▸ **RECORD SET**:
=-=-=

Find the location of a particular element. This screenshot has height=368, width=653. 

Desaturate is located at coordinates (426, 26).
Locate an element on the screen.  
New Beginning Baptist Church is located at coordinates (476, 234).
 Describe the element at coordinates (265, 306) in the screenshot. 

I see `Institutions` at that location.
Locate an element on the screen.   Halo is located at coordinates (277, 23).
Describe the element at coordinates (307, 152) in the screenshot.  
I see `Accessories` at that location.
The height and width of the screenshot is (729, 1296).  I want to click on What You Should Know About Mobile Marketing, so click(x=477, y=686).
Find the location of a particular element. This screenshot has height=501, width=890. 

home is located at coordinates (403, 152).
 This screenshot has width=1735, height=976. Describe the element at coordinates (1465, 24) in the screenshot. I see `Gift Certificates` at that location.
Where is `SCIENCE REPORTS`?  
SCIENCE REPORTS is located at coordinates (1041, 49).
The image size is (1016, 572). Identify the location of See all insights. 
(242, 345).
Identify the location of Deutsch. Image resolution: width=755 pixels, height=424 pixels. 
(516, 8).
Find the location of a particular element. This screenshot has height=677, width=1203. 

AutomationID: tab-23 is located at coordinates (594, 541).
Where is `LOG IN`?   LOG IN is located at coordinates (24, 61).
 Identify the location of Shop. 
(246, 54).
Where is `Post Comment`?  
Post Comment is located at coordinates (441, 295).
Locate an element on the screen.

=-=-=

▸ **HOW TO COMPLETE THIS TASK**:
Every entry should be restated word for word.

▸ **WRITTEN REPLY**:
Find the location of a particular element. This screenshot has height=368, width=653. 

Desaturate is located at coordinates (426, 26).
Locate an element on the screen.  
New Beginning Baptist Church is located at coordinates (476, 234).
 Describe the element at coordinates (265, 306) in the screenshot. 

I see `Institutions` at that location.
Locate an element on the screen.   Halo is located at coordinates (277, 23).
Describe the element at coordinates (307, 152) in the screenshot.  
I see `Accessories` at that location.
The height and width of the screenshot is (729, 1296).  I want to click on What You Should Know About Mobile Marketing, so click(x=477, y=686).
Find the location of a particular element. This screenshot has height=501, width=890. 

home is located at coordinates (403, 152).
 This screenshot has width=1735, height=976. Describe the element at coordinates (1465, 24) in the screenshot. I see `Gift Certificates` at that location.
Where is `SCIENCE REPORTS`?  
SCIENCE REPORTS is located at coordinates (1041, 49).
The image size is (1016, 572). Identify the location of See all insights. 
(242, 345).
Identify the location of Deutsch. Image resolution: width=755 pixels, height=424 pixels. 
(516, 8).
Find the location of a particular element. This screenshot has height=677, width=1203. 

AutomationID: tab-23 is located at coordinates (594, 541).
Where is `LOG IN`?   LOG IN is located at coordinates (24, 61).
 Identify the location of Shop. 
(246, 54).
Where is `Post Comment`?  
Post Comment is located at coordinates (441, 295).
Locate an element on the screen.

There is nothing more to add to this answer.